I felt ready, I felt i had a new understanding but I was wrong. My new confidence gave off a scent. I felt ready and she knew it. I sat, we laughed and drank. When closing time came I told her to meet me at the beach.

the moon lit beach was a pale blue. Her smile frocked by raven hair was ravenous. I had lain beside her as the waves broke behind us with gathering intensity. My highest hope of a kiss had been long realized when her hand slid down my chest. It inched down then it stopped at my bellybutton. A finger slipped in, I grinned between kisses at anticipation of a tickle. Then I felt her finger penetrate my abdomen as her tongue forced its own way unnaturally further. With the pain in my stomach I bit her tongue hard, almost to the point of biting it off. Both her hand and head retreated. I stood and I ran.

The next day waking up was hard but an hour and a half late and with a soft bloody scabbed bellybutton I went to work. Thinking about the hazy night before I was able to dismiss what seemed unreal, and herald my new worth, my new confidence.
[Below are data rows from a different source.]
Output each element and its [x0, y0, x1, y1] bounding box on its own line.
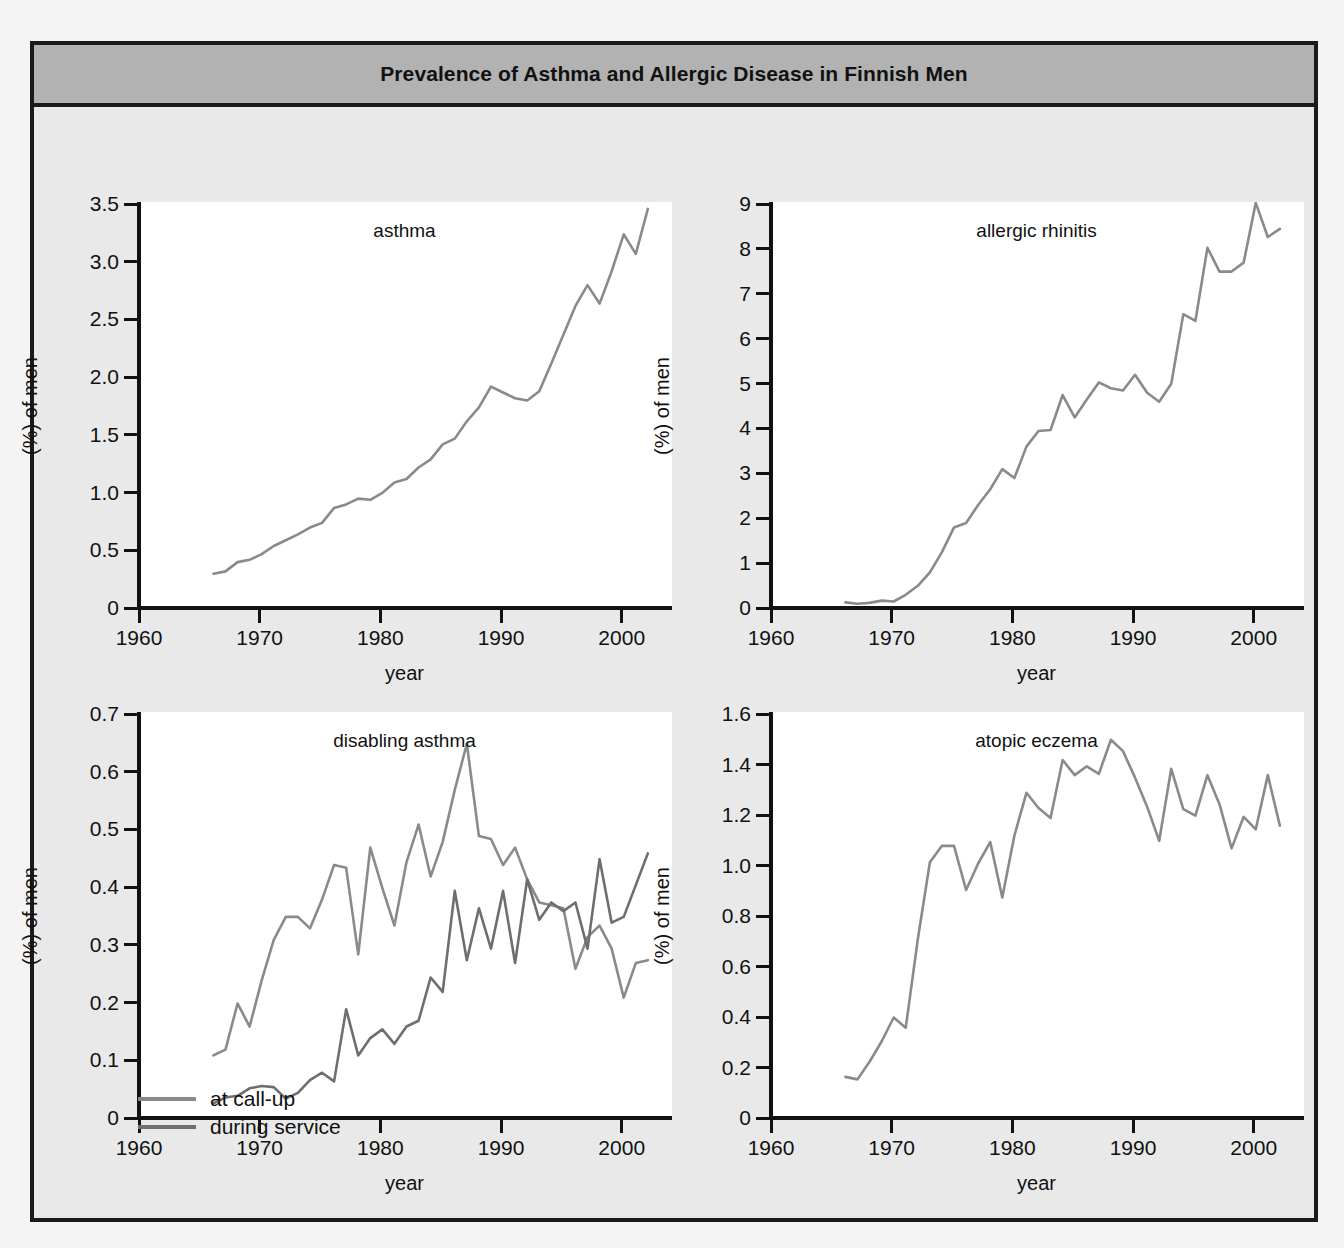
- y-tick-label: 1.0: [681, 854, 751, 878]
- x-tick-mark: [890, 1120, 893, 1133]
- legend-item: during service: [138, 1113, 341, 1141]
- legend-line-swatch: [138, 1097, 196, 1101]
- panel-title: atopic eczema: [975, 730, 1098, 752]
- x-tick-label: 1990: [1110, 1136, 1157, 1160]
- y-tick-label: 1.4: [681, 753, 751, 777]
- x-tick-mark: [1011, 1120, 1014, 1133]
- x-tick-label: 2000: [1230, 1136, 1277, 1160]
- y-tick-label: 1.2: [681, 803, 751, 827]
- page-title: Prevalence of Asthma and Allergic Diseas…: [380, 62, 968, 86]
- y-tick-mark: [756, 763, 769, 766]
- y-tick-label: 0.6: [681, 955, 751, 979]
- y-axis-label: (%) of men: [651, 712, 677, 1120]
- panel-atopic-eczema: atopic eczema00.20.40.60.81.01.21.41.619…: [34, 107, 1314, 1222]
- y-tick-mark: [756, 814, 769, 817]
- x-tick-label: 1970: [868, 1136, 915, 1160]
- x-tick-mark: [1252, 1120, 1255, 1133]
- y-tick-label: 0.2: [681, 1056, 751, 1080]
- x-tick-mark: [1132, 1120, 1135, 1133]
- series-line-at-call-up: [845, 740, 1279, 1080]
- y-tick-label: 0.8: [681, 904, 751, 928]
- figure-root: Prevalence of Asthma and Allergic Diseas…: [0, 0, 1344, 1248]
- y-tick-label: 0: [681, 1106, 751, 1130]
- chart-legend: at call-upduring service: [138, 1085, 341, 1141]
- y-tick-mark: [756, 915, 769, 918]
- x-tick-mark: [770, 1120, 773, 1133]
- x-axis-label: year: [1017, 1172, 1056, 1195]
- legend-label: during service: [210, 1115, 341, 1139]
- y-tick-mark: [756, 1016, 769, 1019]
- y-tick-mark: [756, 864, 769, 867]
- panel-grid: asthma00.51.01.52.02.53.03.5196019701980…: [34, 107, 1314, 1222]
- legend-line-swatch: [138, 1125, 196, 1129]
- figure-title-bar: Prevalence of Asthma and Allergic Diseas…: [34, 45, 1314, 107]
- figure-frame: Prevalence of Asthma and Allergic Diseas…: [30, 41, 1318, 1222]
- legend-item: at call-up: [138, 1085, 341, 1113]
- y-tick-mark: [756, 965, 769, 968]
- y-tick-mark: [756, 1117, 769, 1120]
- legend-label: at call-up: [210, 1087, 295, 1111]
- plot-area: [769, 712, 1304, 1120]
- y-tick-label: 1.6: [681, 702, 751, 726]
- series-canvas: [773, 712, 1304, 1116]
- y-tick-label: 0.4: [681, 1005, 751, 1029]
- x-tick-label: 1960: [748, 1136, 795, 1160]
- x-tick-label: 1980: [989, 1136, 1036, 1160]
- y-tick-mark: [756, 1066, 769, 1069]
- y-tick-mark: [756, 713, 769, 716]
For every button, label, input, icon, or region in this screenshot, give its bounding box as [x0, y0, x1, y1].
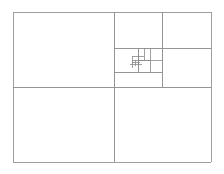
- diagram-canvas: [0, 0, 224, 174]
- fibonacci-subdivision-figure: [0, 0, 224, 174]
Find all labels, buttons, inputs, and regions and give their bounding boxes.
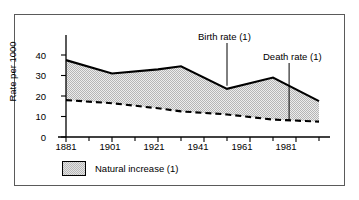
x-tick-label-1881: 1881	[47, 141, 85, 152]
x-tick-label-1981: 1981	[267, 141, 305, 152]
legend-label-natural-increase: Natural increase (1)	[95, 163, 178, 174]
annotation-death-rate: Death rate (1)	[263, 51, 322, 62]
figure-canvas: Rate per 1000 40 30 20 10 0 1881 1901 19…	[0, 0, 359, 200]
y-tick-label-30: 30	[24, 70, 46, 81]
y-axis-title: Rate per 1000	[7, 36, 18, 108]
x-tick-label-1901: 1901	[91, 141, 129, 152]
y-tick-label-20: 20	[24, 91, 46, 102]
legend: Natural increase (1)	[62, 161, 178, 176]
x-tick-label-1941: 1941	[179, 141, 217, 152]
annotation-birth-rate: Birth rate (1)	[198, 31, 251, 42]
x-tick-label-1921: 1921	[135, 141, 173, 152]
y-tick-label-0: 0	[24, 132, 46, 143]
x-tick-label-1961: 1961	[223, 141, 261, 152]
legend-swatch-natural-increase	[62, 161, 86, 176]
y-tick-label-10: 10	[24, 111, 46, 122]
y-tick-label-40: 40	[24, 50, 46, 61]
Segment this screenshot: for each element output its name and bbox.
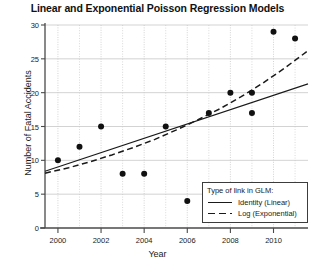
legend-title: Type of link in GLM: xyxy=(207,186,303,195)
legend-item-linear: Identity (Linear) xyxy=(207,198,303,207)
legend: Type of link in GLM: Identity (Linear) L… xyxy=(202,182,308,223)
x-tick-label: 2004 xyxy=(136,236,153,245)
legend-label-exponential: Log (Exponential) xyxy=(238,209,297,218)
scatter-points xyxy=(55,29,298,204)
y-tick-label: 30 xyxy=(15,21,39,30)
regression-lines xyxy=(45,51,308,173)
legend-item-exponential: Log (Exponential) xyxy=(207,209,303,218)
y-tick-label: 0 xyxy=(15,224,39,233)
x-tick-label: 2008 xyxy=(222,236,239,245)
legend-label-linear: Identity (Linear) xyxy=(238,198,290,207)
x-axis-title: Year xyxy=(0,249,315,259)
y-axis-title: Number of Fatal Accidents xyxy=(23,43,33,203)
x-tick-label: 2000 xyxy=(50,236,67,245)
legend-swatch-solid-line xyxy=(207,198,233,207)
chart-figure: Linear and Exponential Poisson Regressio… xyxy=(0,0,315,264)
plot-canvas xyxy=(0,0,315,264)
x-tick-label: 2002 xyxy=(93,236,110,245)
legend-swatch-dashed-line xyxy=(207,209,233,218)
x-tick-label: 2006 xyxy=(179,236,196,245)
x-tick-label: 2010 xyxy=(265,236,282,245)
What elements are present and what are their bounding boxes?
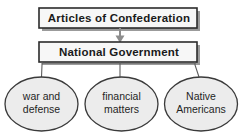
branch-label-line2: defense bbox=[5, 103, 78, 116]
branch-label-line2: Americans bbox=[164, 103, 238, 116]
articles-of-confederation-label: Articles of Confederation bbox=[40, 13, 198, 25]
branch-label-line2: matters bbox=[85, 103, 158, 116]
branch-label-line1: war and bbox=[5, 90, 78, 103]
branch-label-war-and-defense: war and defense bbox=[5, 90, 78, 115]
branch-label-financial-matters: financial matters bbox=[85, 90, 158, 115]
national-government-label: National Government bbox=[40, 47, 198, 59]
branch-label-native-americans: Native Americans bbox=[164, 90, 238, 115]
branch-label-line1: financial bbox=[85, 90, 158, 103]
branch-label-line1: Native bbox=[164, 90, 238, 103]
diagram-container: Articles of Confederation National Gover… bbox=[0, 0, 240, 133]
connector-left bbox=[42, 62, 43, 77]
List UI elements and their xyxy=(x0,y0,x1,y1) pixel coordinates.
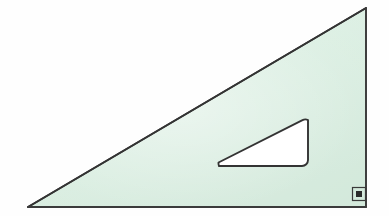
image-canvas: A translucent pale-green right-angled se… xyxy=(0,0,389,216)
set-square-illustration xyxy=(0,0,389,216)
right-angle-marker-dot xyxy=(356,191,362,197)
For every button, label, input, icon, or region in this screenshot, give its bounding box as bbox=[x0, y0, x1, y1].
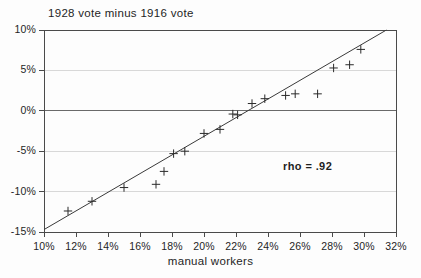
y-tick-label: 5% bbox=[2, 63, 36, 75]
y-tick-label: 10% bbox=[2, 23, 36, 35]
trend-line bbox=[44, 30, 386, 230]
data-point-marker bbox=[181, 147, 189, 155]
x-tick-label: 10% bbox=[27, 240, 61, 252]
data-point-marker bbox=[345, 61, 353, 69]
data-point-marker bbox=[329, 64, 337, 72]
data-point-marker bbox=[200, 129, 208, 137]
data-point-marker bbox=[216, 125, 224, 133]
x-tick-label: 22% bbox=[219, 240, 253, 252]
y-tick-label: -5% bbox=[2, 144, 36, 156]
x-tick-label: 16% bbox=[123, 240, 157, 252]
y-tick-label: -10% bbox=[2, 185, 36, 197]
chart-figure: 1928 vote minus 1916 vote 10%5%0%-5%-10%… bbox=[0, 0, 421, 278]
y-tick-label: 0% bbox=[2, 104, 36, 116]
data-point-marker bbox=[291, 90, 299, 98]
x-tick-label: 30% bbox=[347, 240, 381, 252]
data-point-marker bbox=[261, 94, 269, 102]
data-point-marker bbox=[160, 167, 168, 175]
x-tick-label: 28% bbox=[315, 240, 349, 252]
x-tick-label: 26% bbox=[283, 240, 317, 252]
y-axis-ticks bbox=[39, 30, 44, 232]
x-tick-label: 24% bbox=[251, 240, 285, 252]
data-point-marker bbox=[88, 197, 96, 205]
x-axis-title: manual workers bbox=[0, 255, 421, 267]
y-tick-label: -15% bbox=[2, 225, 36, 237]
data-point-marker bbox=[313, 90, 321, 98]
data-point-marker bbox=[152, 180, 160, 188]
correlation-annotation: rho = .92 bbox=[283, 160, 332, 172]
x-tick-label: 12% bbox=[59, 240, 93, 252]
data-point-marker bbox=[169, 149, 177, 157]
x-tick-label: 32% bbox=[379, 240, 413, 252]
regression-line bbox=[44, 30, 386, 230]
scatter-plot-canvas bbox=[0, 0, 421, 278]
data-point-marker bbox=[233, 111, 241, 119]
x-axis-ticks bbox=[44, 232, 396, 237]
x-tick-label: 18% bbox=[155, 240, 189, 252]
x-tick-label: 20% bbox=[187, 240, 221, 252]
data-point-marker bbox=[281, 91, 289, 99]
x-tick-label: 14% bbox=[91, 240, 125, 252]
I remember sitting in front of my computer hopping to reach five o’clock. Sitting stagnant and hopping to be unnoticed since I was too hung over to get any real work done. Then my supervisor’s manager called me in to his office. This was someone I had hardly spoke to in the halls. It was so strange that for the first time I wasn’t worried about losing my job but felt noticed, maybe things were a changing i thought.
I stepped into Frank’s office. He intimidated me, always had. He asked me to sit and I obliged. He had those plush leather recliners, not something expected in an office. I felt so uneasy and yet like I belonged there sinking into the cushions. Like I deserved for him to take notice of me. Frank stepped beside me. With sleight of hand speed before I could object he lifted my shirt, un-tucking it he exposed my belly.  He looked at my scab.

“You’re not ripe at all, no harvest here.” he said with annoyance.

Suddenly his eyes turned black and his teeth  numerous and sharp. And for the second time in twenty four hours I forgot about my social strife or reality and ran.


Outside running turned to walking when I had no strength left. I had been walking  for some time when I heard them start to drop from the trees. I tried to hurry again but was too weak.

Here now I look at these things and their red eyes and I know I didn’t get away. No I was left for scrap.

Wednesday, August 22, 2012

Splayed.

We all stood at his dissection. We stood uncomfortable and still judged.
 
We stood there looking down and still judged. He was splayed for all to see. He laid bleeding and bone shone. He laid there and passed no judgment.